Inside the New 3 Seat First Class Era

First class isn’t dead. It’s just hiding behind elite status and 200k miles👇🏼

Friends,

SWISS just gave us a reminder that first class still matters. Their new “SWISS Senses” suites—quiet, elegant, fully enclosed cabins debuting on the A350 to Miami later this year—are a signal that even the most moneyed travelers haven’t given up on commercial aviation.

The product is also, semi-unsurprisingly, a virtual carbon copy of parent company Lufthansa’s new Allegris first class.

This all comes alongside a broader trend: airlines aiming their most premium cabins not at frequent fliers, but at private jet passengers. Back in May, The Wall Street Journal reported on this exact shift—how carriers like Air France are designing long-haul products specifically to siphon high-net-worth travelers out of Gulfstreams and into commercial suites. These are not “enhanced” business class seats. They’re designed sanctuaries. High privacy. Concierge-level ground service. Fewer seats. No overhead bins.

Air France saw this first and moved early. Their new La Première cabin, unveiled this spring, has completely reset the bar: nearly 38 square feet of private space, five windows, a separate chaise lounge and bed, floor-to-ceiling curtains, and what’s widely considered the best ground experience in aviation today. It’s not a suite. It’s a studio. And they offer just four per flight. The scarcity is part of the signal.

SWISS is following with a similar tone—elegant but restrained. Lufthansa Allegris took a similar path. The era of gold-plated vanity projects is fading. Understatement is the flex.

And yet, the business class arms race continues. Which raises the obvious question: why isn’t business class enough?

Because at the top of the market, it no longer signals anything. Everyone offers lie-flat seats. Everyone serves decent champagne. There’s little scarcity, little mystery, and very little differentiation. For travelers spending $10,000+ per round-trip—or redeeming north of 200,000 miles one-way—it’s not about comfort. It’s about identity. The best first class products understand that.

And if you play in the points-and-miles world, that changes the game a little.

How to (Maybe) Book These Seats Without Spending $20k

Let’s talk reality. You’re not booking SWISS or Air France First on points unless you know exactly what you’re doing—and even then, it’s a long shot.

Air France La Première is arguably the best first class product in the world right now, but FlyingBlue makes it deliberately exclusive. You can’t book it with miles at all unless you’re a Flying Blue elite (Platinum or higher), and even then, they typically only release one award seat per flight, often close-in. Expect to pay 220,000+ Flying Blue miles one-way from the U.S. to Europe—sometimes more, plus taxes and surcharges.

That said, it can be booked. You’ll need:

  • Flying Blue elite status (earned or matched)

  • Transferable points ready to go (Amex, Chase, Citi, Bilt, Capital One all work)

  • Flexibility to book within 30 days of departure (though not always)

Don’t expect a unicorn fare to just show up on a search engine. This is the kind of redemption you plan around, not stumble into. For what it’s worth, the onboard experience is worth every mile if you pull it off: a private suite, Michelin-starred food, pajamas, and one of the best ground experiences in aviation.

SWISS First, on the other hand, is pretty much locked unless you’re a Miles & More Senator or HON Circle member. They don’t release award space to Star Alliance partners at all. No Aeroplan, no LifeMiles, no game-day surprises. If you see it and you’re not elite in Miles & More, it’s probably a glitch—and it probably won’t last. Lufthansa’s Allegris first class cabin, to my understanding, is not yet even bookable on points (paying for an upgrade from business class seems to be the only “points-esque” way in).

The larger reality? This new class of ultra-premium isn’t about maximizing load factors. It’s about brand gravity. These products act as halo signals. They are an attempt to say, “this is who we are.” They reinforce the airline’s promise—which Emirates has written the book on—even if most people will never fly them.

And of course, SWISS and Air France aren’t the only ones playing this game. Emirates still runs its gold-trimmed showers and fully enclosed suites (they fly the most first class seats around the globe every day). Singapore, JAL, ANA, and Cathay Pacific all maintain ultra-premium cabins with serious pedigree. Qantas is refreshing its A380 first class, and even British Airways has quietly kept theirs alive (if not exactly competitive). The common thread? First class isn’t gone—it’s just evolving into something smaller, more intentional, and more theatrical than ever.

It’s probably an experience worth trying more than ever before, too.

Fly well.

P.S. North American carriers have shown themselves the door in the world of true first class products, but that is a post for another day.

NEWS

United Flight Attendants vote down their most recent Tentative Agreement.

You can now assign a seat on Southwest flights on or after January 27, 2026.

Airlines are loss leaders for their loyalty programs (per this analysis).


What you are asked to do. Determine how many lines below contain the string "group" and give that number without anything else.

Given information.
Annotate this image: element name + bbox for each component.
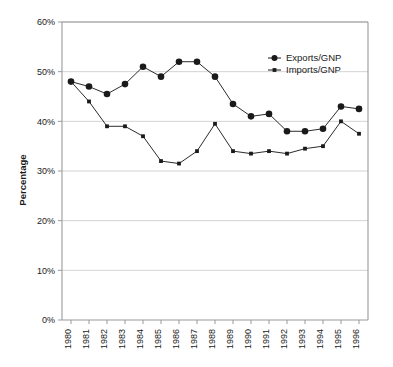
y-tick-label: 20% [37, 216, 55, 226]
data-point-marker [249, 152, 253, 156]
data-point-marker [194, 58, 201, 65]
data-point-marker [123, 124, 127, 128]
data-point-marker [338, 103, 345, 110]
data-point-marker [285, 152, 289, 156]
data-point-marker [339, 119, 343, 123]
data-point-marker [248, 113, 255, 120]
x-tick-label: 1988 [207, 329, 217, 349]
data-point-marker [177, 162, 181, 166]
x-tick-label: 1984 [135, 329, 145, 349]
y-tick-label: 30% [37, 166, 55, 176]
legend-marker [273, 68, 277, 72]
data-point-marker [320, 125, 327, 132]
data-point-marker [87, 100, 91, 104]
x-tick-label: 1992 [279, 329, 289, 349]
y-axis-title: Percentage [17, 154, 28, 205]
data-point-marker [195, 149, 199, 153]
data-point-marker [141, 134, 145, 138]
data-point-marker [122, 81, 129, 88]
x-tick-label: 1995 [333, 329, 343, 349]
legend-label-1: Exports/GNP [286, 52, 341, 63]
data-point-marker [267, 149, 271, 153]
data-point-marker [230, 101, 237, 108]
x-tick-label: 1983 [117, 329, 127, 349]
data-point-marker [105, 124, 109, 128]
x-tick-label: 1990 [243, 329, 253, 349]
data-point-marker [69, 80, 73, 84]
x-tick-label: 1989 [225, 329, 235, 349]
x-tick-label: 1980 [63, 329, 73, 349]
y-tick-label: 50% [37, 67, 55, 77]
x-tick-label: 1987 [189, 329, 199, 349]
data-point-marker [284, 128, 291, 135]
data-point-marker [140, 63, 147, 70]
chart-container: 0%10%20%30%40%50%60% 1980198119821983198… [0, 0, 393, 367]
data-point-marker [213, 122, 217, 126]
data-point-marker [357, 132, 361, 136]
data-point-marker [176, 58, 183, 65]
x-tick-label: 1994 [315, 329, 325, 349]
x-tick-label: 1993 [297, 329, 307, 349]
x-tick-label: 1985 [153, 329, 163, 349]
data-point-marker [356, 106, 363, 113]
x-axis-tick-labels-group: 1980198119821983198419851986198719881989… [63, 329, 361, 349]
data-point-marker [158, 73, 165, 80]
x-tick-label: 1991 [261, 329, 271, 349]
y-tick-label: 0% [42, 315, 55, 325]
y-axis-tick-labels-group: 0%10%20%30%40%50%60% [37, 17, 55, 325]
data-point-marker [321, 144, 325, 148]
line-chart: 0%10%20%30%40%50%60% 1980198119821983198… [0, 0, 393, 367]
data-point-marker [86, 83, 93, 90]
data-point-marker [266, 111, 273, 118]
data-point-marker [231, 149, 235, 153]
x-tick-label: 1986 [171, 329, 181, 349]
data-point-marker [212, 73, 219, 80]
data-point-marker [159, 159, 163, 163]
legend-marker [272, 55, 278, 61]
y-tick-label: 40% [37, 117, 55, 127]
data-point-marker [302, 128, 309, 135]
data-point-marker [303, 147, 307, 151]
data-point-marker [104, 91, 111, 98]
x-tick-label: 1982 [99, 329, 109, 349]
x-tick-label: 1996 [351, 329, 361, 349]
y-tick-label: 60% [37, 17, 55, 27]
y-tick-label: 10% [37, 266, 55, 276]
x-tick-label: 1981 [81, 329, 91, 349]
x-tick-marks-group [71, 320, 359, 324]
legend-label-2: Imports/GNP [286, 64, 341, 75]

Response to this exercise. 3